If a rejected applicant sues you for discriminatory failure to hire, you may be able to strengthen your case by rechecking his or her qualifications.
That surprising point emerged from a case in Alabama. A woman who wasn’t hired for a truck driver’s job sued for sex discrimination. The employer won by showing that she wasn’t qualified because of two recent speeding tickets.
She wasn’t qualified
The counterintuitive part: The employer didn’t know about the tickets when it decided not to take her on. It found out later, during the lawsuit.
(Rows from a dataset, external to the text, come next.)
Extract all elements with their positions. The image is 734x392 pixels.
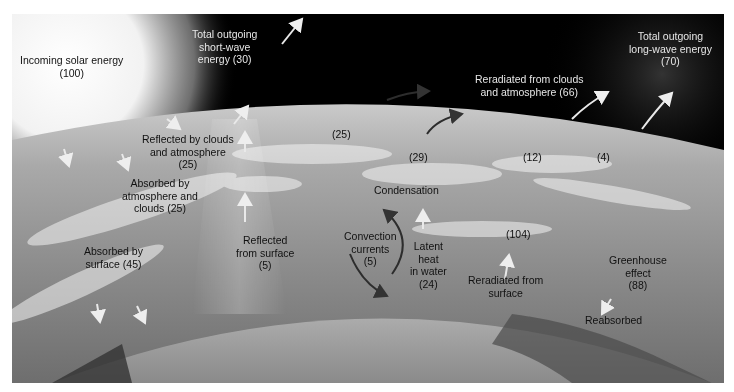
value-4: (4) [597, 151, 610, 164]
reradiated-surface-label: Reradiated from surface [468, 274, 543, 299]
value-12: (12) [523, 151, 542, 164]
outgoing-shortwave-label: Total outgoing short-wave energy (30) [192, 28, 257, 66]
absorbed-atmosphere-label: Absorbed by atmosphere and clouds (25) [122, 177, 198, 215]
convection-currents-label: Convection currents (5) [344, 230, 397, 268]
value-29: (29) [409, 151, 428, 164]
latent-heat-label: Latent heat in water (24) [410, 240, 447, 290]
value-25: (25) [332, 128, 351, 141]
absorbed-surface-label: Absorbed by surface (45) [84, 245, 143, 270]
reabsorbed-label: Reabsorbed [585, 314, 642, 327]
greenhouse-effect-label: Greenhouse effect (88) [609, 254, 667, 292]
value-104: (104) [506, 228, 531, 241]
incoming-solar-label: Incoming solar energy (100) [20, 54, 123, 79]
reradiated-clouds-label: Reradiated from clouds and atmosphere (6… [475, 73, 584, 98]
outgoing-longwave-label: Total outgoing long-wave energy (70) [629, 30, 712, 68]
condensation-label: Condensation [374, 184, 439, 197]
reflected-surface-label: Reflected from surface (5) [236, 234, 294, 272]
reflected-clouds-label: Reflected by clouds and atmosphere (25) [142, 133, 234, 171]
energy-budget-diagram: Incoming solar energy (100) Total outgoi… [12, 14, 724, 383]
The frustrated applicant said the employer couldn’t use material it discovered after the fact to prove she wasn’t qualified. But the court disagreed. What mattered was the existence of the speeding offenses, not the employer’s state of knowledge, the court said. The hiring supervisor testified that he would have rejected the applicant on the basis of her driving record if he’d known about it. Indeed, the employer had never hired a truck driver who had a speeding ticket.
So suppose you consider, and reject, a candidate for sales manager, and in the process contact only her latest employer. Then the applicant comes back at you with a discrimination suit. You might want to call another couple of references to check her qualifications. If they’re lacking, you have additional fodder for your defense.
Cite: Underwood v. Perry County, No. 04-11713, 11th Cir.